If you lose a couple of toes to frostbite this morning, all Marshall Shepherd asks is this: Don’t blame the polar vortex.
The previous deep freeze could be attributed to that mystical force spiraling over the North Pole. The current one is just a traditional, run-of-the-mill cold snap.
If Shepherd seems a little touchy about it, you can’t blame him. The University of Georgia professor has spent a good part of this month trying to rescue the phrase from a tug of war between Rush Limbaugh and the White House.
Putting out such fires — protecting his science, in other words — has been his job for the past year as president of the American Meteorological Society.
The latest incident began with the dry, cold blast that shattered pipes, killed plants and closed schools across metro Atlanta — and much of the Eastern United States. Limbaugh pronounced the explanation for the weather to be part of the leftist, global-warming conspiracy.
“Do you know what the polar vortex is? Have you ever heard of it? Well, they just created it for this week,” the conservative radio provocateur said that cold Monday. “Wackos are saying it’s a great example of climate change.”
Believe it or not, the White House listens to Limbaugh.
Two days later, John Holdren, President Barack Obama’s science adviser, was featured in a YouTube video. “A growing body of evidence suggests that the kind of extreme cold being experienced by much of the United States, as we speak, is a pattern we can see with increasing frequency as global warming continues,” Holdren said — after throwing in a few caveats.
Enter Shepherd as referee. Limbaugh was dead wrong, the AMS president said. But the White House “was a bit heavy-handed as well,” he said in an interview this week.
A bit of background: The polar vortex has had an official presence in the meteorological lexicon since 1959. Limbaugh’s lack of exposure notwithstanding, references date further, to the 1940s, Shepherd said.
Think of a jet stream of cold air that circles above the North Pole (and the South Pole, too) like water around a drain. Every now and then, a piece of the vortex runs off track — freezing the bejeezus out of everyone in its wake.
The question is why. The White House cited research that points to the Earth’s increasing temperature as a counterintuitive reason for that particular dose of arctic air.
Like most scientists, Shepherd believes the data overwhelmingly support global warming — which has now been rechristened as climate change. But in politics, 80 percent certainty is called a landslide. In science, it’s a call for more data.
So Shepherd, unlike the Obama administration, wasn’t quite ready to tie the hot topic of global warming to a rampaging polar vortex.
“I think it’s actually quite plausible, but from my lens, it’s a bit too early to completely anchor that as a conclusive reason,” Shepherd said in a White House-sponsored conversation of experts on the Internet.
Shepherd’s term as president of the American Meteorological Society ends next month with a five-day conference at the Georgia World Congress Center. He will leave his post as he entered it — concerned about the gap between what science has proved and what the general public is prepared to believe.
“In this state, it’s still a bit tricky,” Shepherd said. Georgia doesn’t compare to North Carolina, where state lawmakers forbade discussions of climate change. “But I still think there are some challenges,” he added.
There is the general frustration when it comes to the acceptance of global warming. Shepherd’s message for those who point to the continued existence of cold weather: Just because it’s night, you can’t argue that the sun has disappeared.
But there’s more to his worry. A great deal of on-the-ground data are being generated as well, which will need to be absorbed by your city, county and state governments. Because global warming is coming to your neighborhood.
Shepherd said one of his doctoral students is about to publish a paper showing a substantial increase in extreme weather events around Atlanta that can be tied to climate change. The same study picks out counties that will be particularly vulnerable to drought in South Georgia.
Then there’s the Georgia coast. I asked Shepherd whether residents there had accepted the fact that sea levels are rising — another consequence of climate change. He referred me to Charles Hopkinson, another UGA professor and director of the Georgia Sea Grant College Program.
“We’ve spent the last five years working with communities to get them to rethink their vulnerability to flood and rising waters,” Hopkinson said.
It is possible that the closer you live to big water, the more likely it is you believe in global warming. Hopkinson said his group is finishing up a study for Tybee Island, near Savannah, on the impact that rising sea levels will have on that community.
The community of St. Marys, farther south, is interested, too. All have been felt the impact of skyrocketing costs for federally subsidized flood insurance. Make the right preparations and file the right paperwork, and everybody in the community gets a 5 percent break on their flood insurance, Hopkinson said.
This is how ideological barriers are breached in America. We don’t have to believe in science. We have insurance companies to do that for us.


> _Task description_
Only a number is wanted here: the count of lines in the entries below that contain the word "plot".

> _Records supplied_
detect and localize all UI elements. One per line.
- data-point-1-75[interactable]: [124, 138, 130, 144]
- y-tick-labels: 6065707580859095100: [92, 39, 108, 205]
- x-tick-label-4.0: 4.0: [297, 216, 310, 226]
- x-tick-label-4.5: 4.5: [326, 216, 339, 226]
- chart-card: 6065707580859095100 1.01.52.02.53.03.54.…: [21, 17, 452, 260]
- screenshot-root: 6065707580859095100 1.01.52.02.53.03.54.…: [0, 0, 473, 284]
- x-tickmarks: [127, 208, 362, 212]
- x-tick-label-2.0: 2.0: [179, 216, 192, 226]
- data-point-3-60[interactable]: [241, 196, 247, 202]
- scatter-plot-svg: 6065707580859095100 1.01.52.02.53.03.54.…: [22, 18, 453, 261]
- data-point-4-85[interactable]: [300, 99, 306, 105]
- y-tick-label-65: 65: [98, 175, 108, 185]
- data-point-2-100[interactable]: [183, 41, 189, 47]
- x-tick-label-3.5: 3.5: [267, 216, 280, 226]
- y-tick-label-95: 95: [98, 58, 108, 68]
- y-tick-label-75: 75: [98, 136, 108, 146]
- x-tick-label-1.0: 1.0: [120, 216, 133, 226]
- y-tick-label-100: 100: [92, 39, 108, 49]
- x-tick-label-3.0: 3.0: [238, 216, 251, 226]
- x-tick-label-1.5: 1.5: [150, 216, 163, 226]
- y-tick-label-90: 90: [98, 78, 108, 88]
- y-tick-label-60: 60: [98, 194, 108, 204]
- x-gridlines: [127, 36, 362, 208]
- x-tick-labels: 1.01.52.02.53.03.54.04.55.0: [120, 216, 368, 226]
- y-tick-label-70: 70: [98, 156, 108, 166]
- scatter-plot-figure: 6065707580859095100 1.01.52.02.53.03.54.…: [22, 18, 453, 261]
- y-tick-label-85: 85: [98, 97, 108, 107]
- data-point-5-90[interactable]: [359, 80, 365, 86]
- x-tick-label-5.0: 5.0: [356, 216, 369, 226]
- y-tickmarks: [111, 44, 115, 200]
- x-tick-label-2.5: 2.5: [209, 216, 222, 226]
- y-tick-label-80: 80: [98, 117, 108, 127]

> _Written answer_
2